Cumulative plots for the number of ZTF quadrant images with a predicted maximum amount of exinction variation. The blue, red and green lines denote the g, r and i-band values, respectively.

In the plot above we show the cumulative fraction of quadrants against the predicted maximum in extinction across a quadrant. Here we see that 95% of quadrants are expected to exhibit extinction variations of less than 0.08 mags. However, these fits have too few points to detect the fine scale structure seen within quadrants using Zubercal.



Maximum variations of ZP within quadrants based on full FoV fits versus uncertainties in quadrant zeropoints, for RC=63, in g, r and i-bands. The red points are frames values cut due to the selections noted above. Bottom plots are zoomed in views.

In the plots above we show how the maximum variations in expected quadrant ZPs, due to extinction, varies with the ZP RMS from the standard ZTF calibration. As expected larger ZP RMS is correlated with larger variations in the ZP within a quadrant. We see that frames with the largest variations in ZP within a quadrant are removed by our RMS selections. However, there are clearly still frames with significant gradients that have not been removed. We therefore add a cut on the maximum values for each filter. The combined cuts remove ~13% of observations in each band.

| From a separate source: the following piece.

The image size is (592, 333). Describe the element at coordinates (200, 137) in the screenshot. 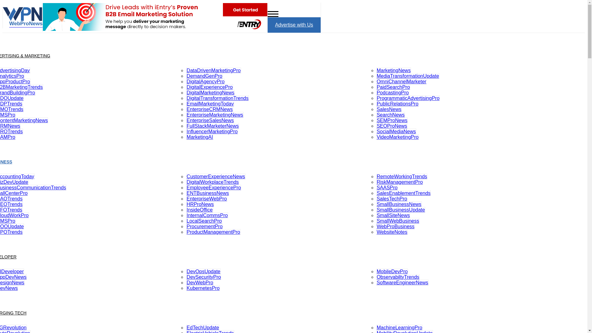

I see `MarketingAI` at that location.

For photometric data we generally require variations of less than 0.01 mags. This occurs in more than 70% of frames. However, there is a very large variation in the number of photometric frames between bands. This is likely due to the fact that atmospheric absorption can be wavelength dependent. In particular, Aerosols and Rayleigh scattering produce far more extinction at blue wavelengths than red. However, significant variations in these components on sub-degree scales appears much less likely than clouds (which are often noted as being gray absorbers). Nevertheless, there is strong evidence that the exinction observed within ZTF filters is colour dependent in some cases. A stricter set of cuts was also made that removes ~19% of observations.


Discussion:

We have developed a new set of cuts to replace those original designed for ZTF DR1. Unlike the original cuts the new ones take into account the time dependent variation of the baseline ZP for each quadrant and filter. The number of observations flagged has been set to be very similar to the current cuts. However, an additional more stringent set of cuts, which removes few percent more observations, can also be applied if higher quality is desired. Unlike the original set of ZTF DR1 cuts, we also cut some observations based on outlier colour coefficients. However, we do not flag observations based on the number of calibration stars.

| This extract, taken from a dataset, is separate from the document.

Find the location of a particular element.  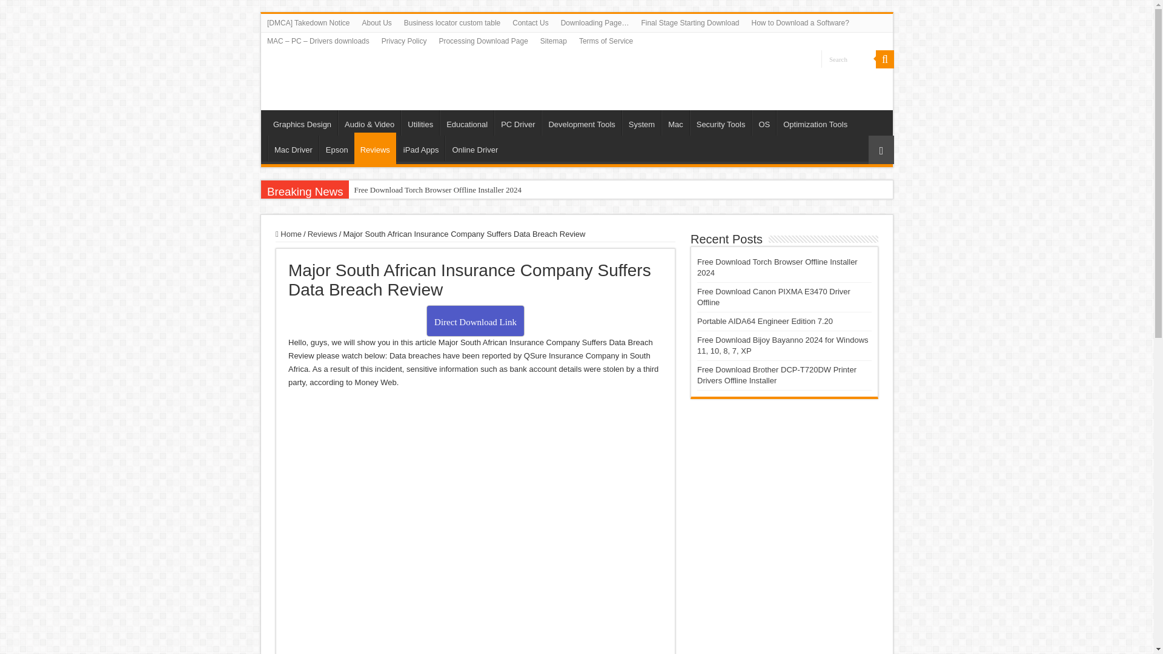

Mac Driver is located at coordinates (293, 148).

In our selection we apply corrections for exposure time and airmass. The airmass corrections are 0.184, 0.11 and 0.07 mag/airmass in g,r and i-bands respectively. This varies from the 0.2 and 0.15 mags previously used for g and r since the prior analysis did not account for the time variation (which gives rise to a much broad envelope of ZP values). Our Zubercal ZP analysis for CCD1 also gave rise to slightly different values of 0.178 and 0.088 for g and r. In r-band there is almost certainly some variation between CCDs due to the coating on the central CCDs. So some variation is expected.

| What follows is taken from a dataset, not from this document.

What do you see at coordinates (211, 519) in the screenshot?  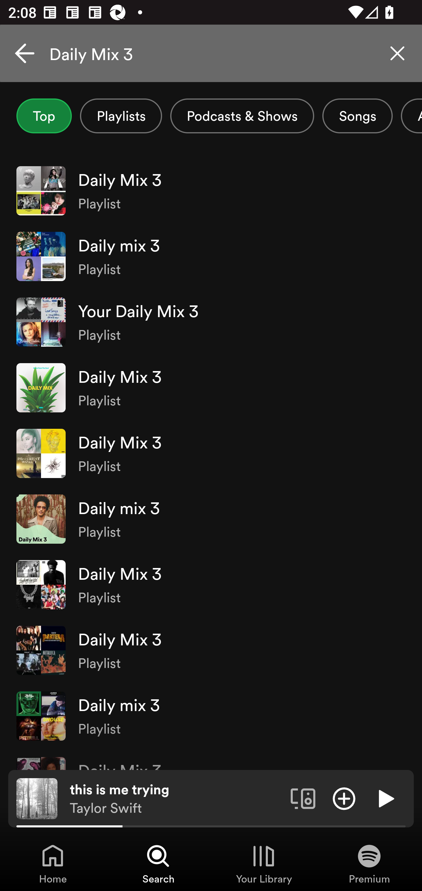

In order to better understand whether additional selections are required to remove poor quality observations, that might be missed by simple cuts of ZP, ZP RMS and colour coefficient, we have carried out ZP surface fits for all ZTF frames. This enables us to gauge the extent of spatial variations in extinction within ZTF images in a way the selections based on the individual quadrant ZP values do not probe.

For ZTF observations in g and r-bands we find that most images have significant structure. For i-band most images have constant level of extinction. In all bands, around 20% of images exhibit more complex structure.

We use surface fits to ZP variations from across the ZTF focal plane to determine the level of extinction variations within individual quadrant images. We find ~20-30% exhibit internal variations of > 0.01 mags depending on the ZTF filter used. These images must be considered when selecting the best quality data.